Difficulties in auditory organization as a cause of reading backwardness? An auditory neuroscience perspective
Published online on September 22, 2016
Abstract
Over 30 years ago, it was suggested that difficulties in the ‘auditory organization’ of word forms in the mental lexicon might cause reading difficulties. It was proposed that children used parameters such as rhyme and alliteration to organize word forms in the mental lexicon by acoustic similarity, and that such organization was impaired in developmental dyslexia. This literature was based on an ‘oddity’ measure of children's sensitivity to rhyme (e.g. wood, book, good) and alliteration (e.g. sun, sock, rag). The ‘oddity’ task revealed that children with dyslexia were significantly poorer at identifying the ‘odd word out’ than younger children without reading difficulties. Here we apply a novel modelling approach drawn from auditory neuroscience to study the possible sensory basis of the auditory organization of rhyming and non‐rhyming words by children. We utilize a novel Spectral‐Amplitude Modulation Phase Hierarchy (S‐AMPH) approach to analysing the spectro‐temporal structure of rhyming and non‐rhyming words, aiming to illuminate the potential acoustic cues used by children as a basis for phonological organization. The S‐AMPH model assumes that speech encoding depends on neuronal oscillatory entrainment to the amplitude modulation (AM) hierarchy in speech. Our results suggest that phonological similarity between rhyming words in the oddity task depends crucially on slow (delta band) modulations in the speech envelope. Contrary to linguistic assumptions, therefore, auditory organization by children may not depend on phonemic information for this task. Linguistically, it is assumed that ‘book’ does not rhyme with ‘wood’ and ‘good’ because the final phoneme differs. However, our auditory analysis suggests that the acoustic cues to this phonological dissimilarity depend primarily on the slower amplitude modulations in the speech envelope, thought to carry prosodic information. Therefore, the oddity task may help in detecting reading difficulties because phonological similarity judgements about rhyme reflect sensitivity to slow amplitude modulation patterns. Slower amplitude modulations are known to be detected less efficiently by children with dyslexia.
The neural encoding of speech is achieved in part by the accurate temporal alignment of brain rhythms (networks of neurons oscillating at different temporal rates) and the rhythms in speech (the changing intensity patterns as words are spoken: amplitude modulations [AMs]). The acoustic temporal structure of the child’s nursery rhyme ‘Cobbler cobbler mend my shoe’ is depicted according to an oscillatory framework, revealing how slower modulations in the temporal domain (Panel c) provide information relevant to identifying stressed syllables (aligned to peaks in the 1.4 Hz AM) and syllables (aligned to peaks in the 2.6 Hz AM). We apply this neural model to children's rhyme judgements, showing (counter to standard linguistic theory) that the perceived phonological similarity between words that rhyme depends primarily on slow, low‐frequency spectro‐temporal information, which is more predictive of childrens' performance than the faster information assumed by current theory to support phonetic judgements.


> [EXERCISE]
Restate the data word for word. Leave the pictures out.

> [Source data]
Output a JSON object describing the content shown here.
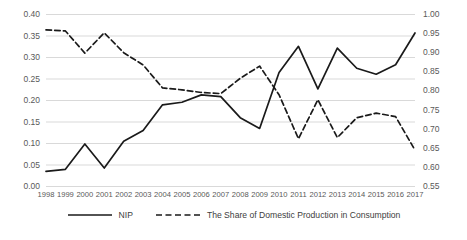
{
  "chart_data": {
    "type": "line",
    "title": "",
    "xlabel": "",
    "ylabel": "",
    "grid": true,
    "legend_position": "bottom",
    "categories": [
      "1998",
      "1999",
      "2000",
      "2001",
      "2002",
      "2003",
      "2004",
      "2005",
      "2006",
      "2007",
      "2008",
      "2009",
      "2010",
      "2011",
      "2012",
      "2013",
      "2014",
      "2015",
      "2016",
      "2017"
    ],
    "x": [
      1998,
      1999,
      2000,
      2001,
      2002,
      2003,
      2004,
      2005,
      2006,
      2007,
      2008,
      2009,
      2010,
      2011,
      2012,
      2013,
      2014,
      2015,
      2016,
      2017
    ],
    "axes": {
      "left": {
        "label": "",
        "ylim": [
          0.0,
          0.4
        ],
        "tick_step": 0.05,
        "ticks": [
          "0.00",
          "0.05",
          "0.10",
          "0.15",
          "0.20",
          "0.25",
          "0.30",
          "0.35",
          "0.40"
        ],
        "tick_values": [
          0.0,
          0.05,
          0.1,
          0.15,
          0.2,
          0.25,
          0.3,
          0.35,
          0.4
        ]
      },
      "right": {
        "label": "",
        "ylim": [
          0.55,
          1.0
        ],
        "tick_step": 0.05,
        "ticks": [
          "0.55",
          "0.60",
          "0.65",
          "0.70",
          "0.75",
          "0.80",
          "0.85",
          "0.90",
          "0.95",
          "1.00"
        ],
        "tick_values": [
          0.55,
          0.6,
          0.65,
          0.7,
          0.75,
          0.8,
          0.85,
          0.9,
          0.95,
          1.0
        ]
      }
    },
    "series": [
      {
        "name": "NIP",
        "axis": "left",
        "style": "solid",
        "color": "#1a1a1a",
        "values": [
          0.035,
          0.04,
          0.099,
          0.043,
          0.105,
          0.13,
          0.19,
          0.196,
          0.213,
          0.209,
          0.16,
          0.135,
          0.265,
          0.326,
          0.227,
          0.322,
          0.275,
          0.261,
          0.283,
          0.357
        ]
      },
      {
        "name": "The Share of Domestic Production in Consumption",
        "axis": "right",
        "style": "dashed",
        "color": "#1a1a1a",
        "values": [
          0.96,
          0.957,
          0.899,
          0.952,
          0.9,
          0.868,
          0.808,
          0.803,
          0.796,
          0.793,
          0.833,
          0.865,
          0.79,
          0.675,
          0.777,
          0.678,
          0.73,
          0.742,
          0.733,
          0.645
        ]
      }
    ]
  },
  "legend": {
    "items": [
      {
        "label": "NIP",
        "style": "solid"
      },
      {
        "label": "The Share of Domestic Production in Consumption",
        "style": "dashed"
      }
    ]
  },
  "colors": {
    "series_line": "#1a1a1a",
    "grid": "#d9d9d9",
    "tick_text": "#595959",
    "background": "#ffffff"
  }
}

> [RESPONSE TO THE TASK]
Output a JSON object describing the content shown here.
{
  "chart_data": {
    "type": "line",
    "title": "",
    "xlabel": "",
    "ylabel": "",
    "grid": true,
    "legend_position": "bottom",
    "categories": [
      "1998",
      "1999",
      "2000",
      "2001",
      "2002",
      "2003",
      "2004",
      "2005",
      "2006",
      "2007",
      "2008",
      "2009",
      "2010",
      "2011",
      "2012",
      "2013",
      "2014",
      "2015",
      "2016",
      "2017"
    ],
    "x": [
      1998,
      1999,
      2000,
      2001,
      2002,
      2003,
      2004,
      2005,
      2006,
      2007,
      2008,
      2009,
      2010,
      2011,
      2012,
      2013,
      2014,
      2015,
      2016,
      2017
    ],
    "axes": {
      "left": {
        "label": "",
        "ylim": [
          0.0,
          0.4
        ],
        "tick_step": 0.05,
        "ticks": [
          "0.00",
          "0.05",
          "0.10",
          "0.15",
          "0.20",
          "0.25",
          "0.30",
          "0.35",
          "0.40"
        ],
        "tick_values": [
          0.0,
          0.05,
          0.1,
          0.15,
          0.2,
          0.25,
          0.3,
          0.35,
          0.4
        ]
      },
      "right": {
        "label": "",
        "ylim": [
          0.55,
          1.0
        ],
        "tick_step": 0.05,
        "ticks": [
          "0.55",
          "0.60",
          "0.65",
          "0.70",
          "0.75",
          "0.80",
          "0.85",
          "0.90",
          "0.95",
          "1.00"
        ],
        "tick_values": [
          0.55,
          0.6,
          0.65,
          0.7,
          0.75,
          0.8,
          0.85,
          0.9,
          0.95,
          1.0
        ]
      }
    },
    "series": [
      {
        "name": "NIP",
        "axis": "left",
        "style": "solid",
        "color": "#1a1a1a",
        "values": [
          0.035,
          0.04,
          0.099,
          0.043,
          0.105,
          0.13,
          0.19,
          0.196,
          0.213,
          0.209,
          0.16,
          0.135,
          0.265,
          0.326,
          0.227,
          0.322,
          0.275,
          0.261,
          0.283,
          0.357
        ]
      },
      {
        "name": "The Share of Domestic Production in Consumption",
        "axis": "right",
        "style": "dashed",
        "color": "#1a1a1a",
        "values": [
          0.96,
          0.957,
          0.899,
          0.952,
          0.9,
          0.868,
          0.808,
          0.803,
          0.796,
          0.793,
          0.833,
          0.865,
          0.79,
          0.675,
          0.777,
          0.678,
          0.73,
          0.742,
          0.733,
          0.645
        ]
      }
    ]
  },
  "legend": {
    "items": [
      {
        "label": "NIP",
        "style": "solid"
      },
      {
        "label": "The Share of Domestic Production in Consumption",
        "style": "dashed"
      }
    ]
  },
  "colors": {
    "series_line": "#1a1a1a",
    "grid": "#d9d9d9",
    "tick_text": "#595959",
    "background": "#ffffff"
  }
}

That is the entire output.